The linked article shows a sample application, but I could not see a link to a downloadable source code. But one commenter appears to have recreated the project.
The appcache is what you need. Note that you specify the pages to be cached, but the browser never sees if the page is a static .html or generated via Razor. As long as the path you specify opens the right page, it will be cached.
I am updating some functionality in a classic asp website and basically to make populating a drop down happen after a value is selected in another drop down I am trying to change that page for a webform page with code behind. However, for some reason I just get the following message when attempting to go to that page:
The resource you are looking for has been removed, had its name changed, or is temporarily unavailable.

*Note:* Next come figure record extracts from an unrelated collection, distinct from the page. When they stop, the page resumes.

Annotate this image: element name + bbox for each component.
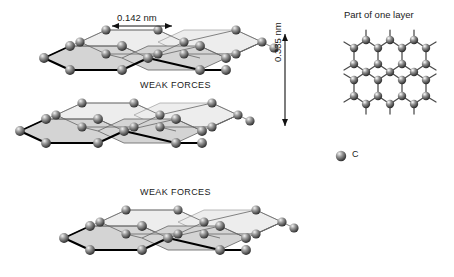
bond-length-label: 0.142 nm [117, 12, 157, 23]
weak-forces-label-upper: WEAK FORCES [140, 80, 211, 90]
single-layer-panel-title: Part of one layer [344, 9, 414, 20]
structure-canvas [0, 0, 454, 277]
single-layer-honeycomb [344, 30, 436, 114]
graphite-layer-middle [15, 98, 255, 147]
weak-forces-label-lower: WEAK FORCES [140, 187, 211, 197]
interlayer-spacing-label: 0.335 nm [272, 22, 283, 62]
bond-length-arrow [112, 23, 172, 29]
graphite-structure-figure: 0.142 nm 0.335 nm WEAK FORCES WEAK FORCE… [0, 0, 454, 277]
graphite-layer-bottom [59, 205, 299, 255]
graphite-layer-top [39, 25, 279, 75]
legend-atom-icon [336, 151, 346, 161]
legend-carbon-label: C [352, 149, 359, 159]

Is it possible to have the webform in this site? Is the issue something to do with IIS or caching? I don't actually have access to the server to refresh the IIS or anything so some clues about what could be happening would be useful before I go any further.
Thanks.
I just talked to someone about this and it is possible to run a webforms page in a classic asp site but the site I am working on uses a lot of session variables which are not transferred between the asp and aspx pages so it is not going to be a viable option anyway. I am going to use ajax to populate the select list.
Thanks.
I wish to have the following feature in my web application:
On the client side When I copy an image from anywhere (it gets loaded to the clipboard), now I wish to have a button on which when I click it should save the image at the server location at some path.
I am ok to use anything javascript, jquery, c# at server side code just need the implementation of the above feature.
Please help.
Thanks a lot in advance.
Vaibhav
Check out this question and answers to it: How does the paste image from clipboard functionality work in Gmail and Google Chrome 12+? .
I think the most difficult part is to get it working in all browsers. So if you need older browsers support you probably should use some flash solution like http://code.google.com/p/zeroclipboard/ .
To save it to server you need some controller's POST action (if using MVC) or webservice or aspx page if using webforms. After getting clipboard image with javascript you send it to the server using AJAX for example.
I need access to a couple of XML files on a remote server. Because of the crossdoamin policies, i cannot do it with jQuery alone, but need a small c# .aspx page, which will act as a gateway for my jQuery to fetch the remote xml from a local file. But how would i best go about this page - what is the simplest structure of such a file?
You could use a "Generic Handler" (ASHX file).
I'll use these kind of files often when sending files to the browser, without the need for an UI (i.e. no visible page content).
In my understanding I see ASHX handlers as "pages without an UI" that have low overhead compared to a normal Page.
Why not a web service?
client code (jQuery) -> your server (WCF) -> external xml
You can quickly create a REST web service with this template.